Post
Topic
Board Service Announcements (Altcoins)
Re: When did Nakowa first show up?
by
PacoMartin
on 21/06/2014, 21:53:41 UTC
When nakowa first started winning big I spoke to an experienced gambling site operator about it. He told me words to the effect of "welcome to running a casino; that's how it is; you'll never be able to stop worrying about people cheating you". Smiley

Steve Wynn used to quote something his father told him: “The minute you stop watching a person in gaming, money sticks in the hands of angels”.

In 1963, Steve Wynn's father died of complications from open heart surgery in Minneapolis, leaving $350,000 of gaming debts, shortly before Wynn graduated from Penn with a Bachelor of Arts degree in English.

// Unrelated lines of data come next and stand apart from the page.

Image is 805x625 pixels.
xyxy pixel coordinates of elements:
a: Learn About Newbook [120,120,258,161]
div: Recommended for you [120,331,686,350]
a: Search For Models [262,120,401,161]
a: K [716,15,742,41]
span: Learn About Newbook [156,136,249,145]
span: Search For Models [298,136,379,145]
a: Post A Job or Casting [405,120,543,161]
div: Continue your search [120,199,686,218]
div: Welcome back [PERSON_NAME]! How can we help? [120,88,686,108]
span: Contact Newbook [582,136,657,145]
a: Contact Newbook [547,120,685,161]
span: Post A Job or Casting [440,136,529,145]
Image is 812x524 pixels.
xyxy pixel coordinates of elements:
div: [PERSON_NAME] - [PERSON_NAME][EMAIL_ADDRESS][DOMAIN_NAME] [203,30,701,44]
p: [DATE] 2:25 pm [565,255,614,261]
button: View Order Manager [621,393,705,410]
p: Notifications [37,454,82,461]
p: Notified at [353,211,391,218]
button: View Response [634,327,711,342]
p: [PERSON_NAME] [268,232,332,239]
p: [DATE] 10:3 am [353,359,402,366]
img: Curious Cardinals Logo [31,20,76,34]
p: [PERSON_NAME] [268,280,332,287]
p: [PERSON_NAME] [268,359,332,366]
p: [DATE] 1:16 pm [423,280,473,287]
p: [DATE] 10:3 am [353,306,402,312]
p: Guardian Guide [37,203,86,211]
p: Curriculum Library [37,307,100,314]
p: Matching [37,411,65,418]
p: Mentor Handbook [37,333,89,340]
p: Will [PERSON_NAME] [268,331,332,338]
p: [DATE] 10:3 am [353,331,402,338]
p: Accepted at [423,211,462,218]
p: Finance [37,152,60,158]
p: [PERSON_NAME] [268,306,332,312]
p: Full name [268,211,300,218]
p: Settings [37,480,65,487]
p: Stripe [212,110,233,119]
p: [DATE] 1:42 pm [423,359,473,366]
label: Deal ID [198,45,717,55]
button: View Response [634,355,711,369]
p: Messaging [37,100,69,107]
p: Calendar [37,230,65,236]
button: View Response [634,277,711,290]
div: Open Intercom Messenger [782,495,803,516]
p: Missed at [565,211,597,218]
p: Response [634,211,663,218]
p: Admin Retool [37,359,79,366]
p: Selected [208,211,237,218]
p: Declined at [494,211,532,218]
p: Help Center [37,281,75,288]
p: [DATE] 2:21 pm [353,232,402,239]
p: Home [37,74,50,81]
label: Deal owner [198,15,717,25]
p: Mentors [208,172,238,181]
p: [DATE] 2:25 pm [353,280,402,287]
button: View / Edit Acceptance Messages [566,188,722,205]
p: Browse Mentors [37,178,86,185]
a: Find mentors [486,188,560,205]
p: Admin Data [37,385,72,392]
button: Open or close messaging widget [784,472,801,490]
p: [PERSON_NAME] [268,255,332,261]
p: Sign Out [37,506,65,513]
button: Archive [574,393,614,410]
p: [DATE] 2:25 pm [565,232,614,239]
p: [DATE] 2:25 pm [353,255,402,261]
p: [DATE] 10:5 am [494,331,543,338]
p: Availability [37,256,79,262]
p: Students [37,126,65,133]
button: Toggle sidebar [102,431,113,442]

Wynn took over running the family's bingo operation in Maryland. His success allowed him to invest in a small stake for the Frontier Hotel and Casino in Las Vegas, where he and his wife, Elaine, moved in 1967. Between 1968 and 1972 he also owned and operated a wine and liquor importing company. He managed to parlay his profits from a land deal in 1971 (the deal involved Howard Hughes and Caesars Palace) into a controlling interest in the the Golden Nugget Las Vegas (which had been operating since 1946). I think he had to fire a third of the staff because they were cheating. It was so ingrained in the culture, that people would say I have to cheat, I don't make enough money.

But he also said that running on honest business helps in the long run. When he was in the wine and liquor business he had a good reputation. When he bought the casino one of his old customers called him up and said every day about a dozen of the employees from the casino come into my place to get drinks and divide up the chips they stole that day.

So I think your honest persona helped you with the 1300 BTC snafu. As near as I could tell about 95% of the investors were in favor of you simply rolling back the bets.

A friend of mine was dinged for double billing on his expense accounts for the military. He pleaded with the auditors saying it was just a clerical error on the part of his secretary, and if he was trying to cheat why would he submit paperwork that contradicted itself on one page. Basically the government changed procedures where instead of buying plane tickets on the credit card, they were bought through a central office. The secretary was unaware of the change, and listed the price of the plane tickets on the expense forms. But the auditors would not let him pay the mistake (with interest). Instead they had to drag him through the whole process so he would be denounced by name on the Senate floor. He not only had to pay back the money, but he was suspended from work for two weeks.